Christopher Booker

Profumo. Chatterley. The Beatles. 1963 was the year old England died

The twelve months that brought heaps of snow, satire, sex, pop — and ended with an event that outstripped all the rest

Photo by Kent Gavin/Keystone/Getty Images
Shortly before his death, David Frost rang to ask me to take part in a radio series he was making to mark the 50th anniversary of ‘the year, Chris, that I know is closest to your heart, 1963’. This was not because 1963 was the year when he and I worked together on the BBC satire show That Was The Week That Was (TW3), which overnight made Frost a television superstar. It was because he remembered the importance I had given to the events of that year in The Neophiliacs, a book I wrote long ago analysing the tidal wave of change which swept through British life in the 1950s and 1960s. By any measure the stream of scandals, shocks and sensations which poured through the headlines in 1963 made it as extraordinary a year in Britain as any since the second world war. Recent books, films and articles have recalled some of the individual events of those surreal 12 months — the worst winter for 200 years, which covered Britain in snow from December to March, the Profumo scandal, the Great Train Robbery, the explosive rise of the Beatles, Harold Macmillan’s dramatic exit from the political stage. In recent days, we’ve been treated to lots of recollections of that year’s most sensational event, the assassination of President Kennedy.
‘What’s the “Steak à la Princess Royal”?’

Leaping Beatles

What has been lacking, however, is any real attempt to put all those individual dramas of 1963 together, to show just why they made it such a watershed year in Britain’s postwar history. The reason it took up an entire chapter of my book was that it marked the moment when the ‘old order’, which had for so long seemed to be at the core of our national identity, finally crumbled, giving way to the very different kind of country that in many respects we still live in today.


ASSIGNED TASK
Exact reproduction required: the lines below from the line with "The width and" to the line with "Describe the element at coordinates (446, 67)", both ends included, and no others.

PROVIDED DATA
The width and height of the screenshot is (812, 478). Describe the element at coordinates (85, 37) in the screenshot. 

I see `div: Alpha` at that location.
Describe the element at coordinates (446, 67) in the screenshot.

* * *

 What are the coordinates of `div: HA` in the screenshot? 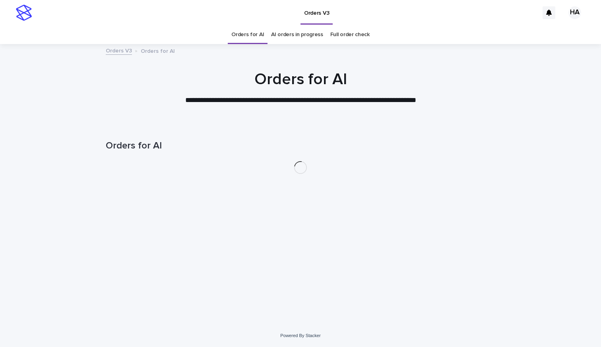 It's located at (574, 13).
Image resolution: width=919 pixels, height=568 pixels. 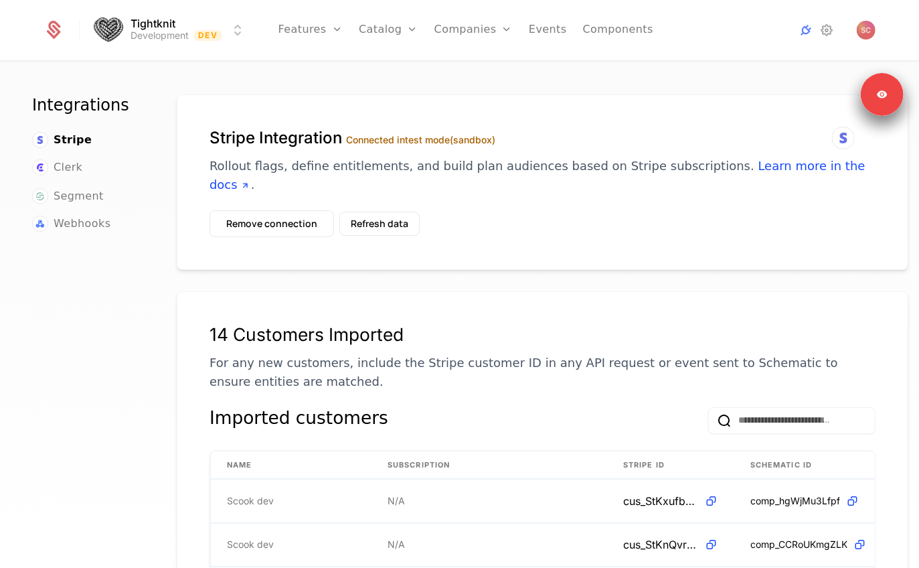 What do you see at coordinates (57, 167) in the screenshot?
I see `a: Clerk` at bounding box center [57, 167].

RESPONSE
The width and height of the screenshot is (812, 478). Describe the element at coordinates (85, 37) in the screenshot. 

I see `div: Alpha` at that location.
Describe the element at coordinates (446, 67) in the screenshot.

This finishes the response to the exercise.